Dublin / Baile Atha Cliath

I’m wondering where the name Dublin came from. I’ve visited the city, as my mother’s Irish, and it is referred to on signs and souvenirs in Gaelic as Baile Atha Cliath, which translates to, as my mom tells me, ‘City of the Black Pool.’ If the Irish named it so, from where does the word Dublin originate?

Baile Atha Cliath means the town of the ford of the hurdles. Dublin is derived from dubh linn, literally black pool. Why they call it one and not the other, I’m not sure. I think the vikings may have dubbed it black pool and that Baile Atha Cliath predated that, but that is just a guess.
I’m sure somebody else with more knowledge can fill in the details.

oh, forgot to say, the “ford of the hurdles” bit refers to a bridge made from hurdles or some such…
here is more info.
http://www.irelandnow.com/culture/placenames.html

Dubh linn is the literal translation of black pool, so I would think it comes from there.
If you look at your atlas, across the Irish Sea to England, you will see a town there, facing Dublin, called Blackpool.
Maybe there was a big black area of sea there, and both sides named the places accordingly.

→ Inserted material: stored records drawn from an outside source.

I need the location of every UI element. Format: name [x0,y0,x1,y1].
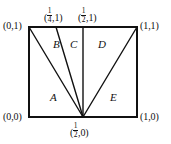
region-label-c: C [70,39,77,50]
coord-label-half-top: (12,1) [78,7,97,24]
coord-label-top-right: (1,1) [140,21,159,31]
geometry-figure: (14,1) (12,1) (0,1) (1,1) (0,0) (1,0) (1… [0,0,171,144]
region-label-a: A [50,92,57,103]
region-label-d: D [98,39,106,50]
coord-label-top-left: (0,1) [3,21,22,31]
coord-label-bottom-left: (0,0) [3,112,22,122]
coord-label-quarter-top: (14,1) [44,7,63,24]
fraction-one-half-top: 12 [81,7,85,24]
fraction-one-quarter: 14 [47,7,51,24]
coord-label-apex: (12,0) [70,122,89,139]
fraction-one-half-apex: 12 [73,122,77,139]
region-label-b: B [53,39,60,50]
region-label-e: E [110,92,117,103]
coord-label-bottom-right: (1,0) [140,112,159,122]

As I am from Blackpool and now live in Dublin and my family name means “Son of the Viking” I am sure it is all down to some of my ancestors when they were stomping about these parts in times gone by!!
:smiley:
One of the real Irish people should be along shortly and maybe one of them can give the timelines for Baile Atha Cliath vs Dublin

Dublin is bastardised of Devlin (dubh linn,as croakdale mentions), which was the viking name for the place. Baile Ath Cliath means fort of Wattles, or hurdles.
Basically referring to a place where you can cross the Liffey.

The former is the Viking name, the latter is the Celtic name, who were here before the Vikings started raiding the place blind.

Concidering that they founded the place I find it hard to beleive that they raided it blind, though.

They were originally two different settlements - Dubh Linn south of the Liffey, Baile Átha Cliath north of it. I assume it became “Dublin” in English because it was the easier of the two to Anglicise.

And Floater, there were people in Dublin long before the Vikings, though admittedly not as many of them. Good concise history here.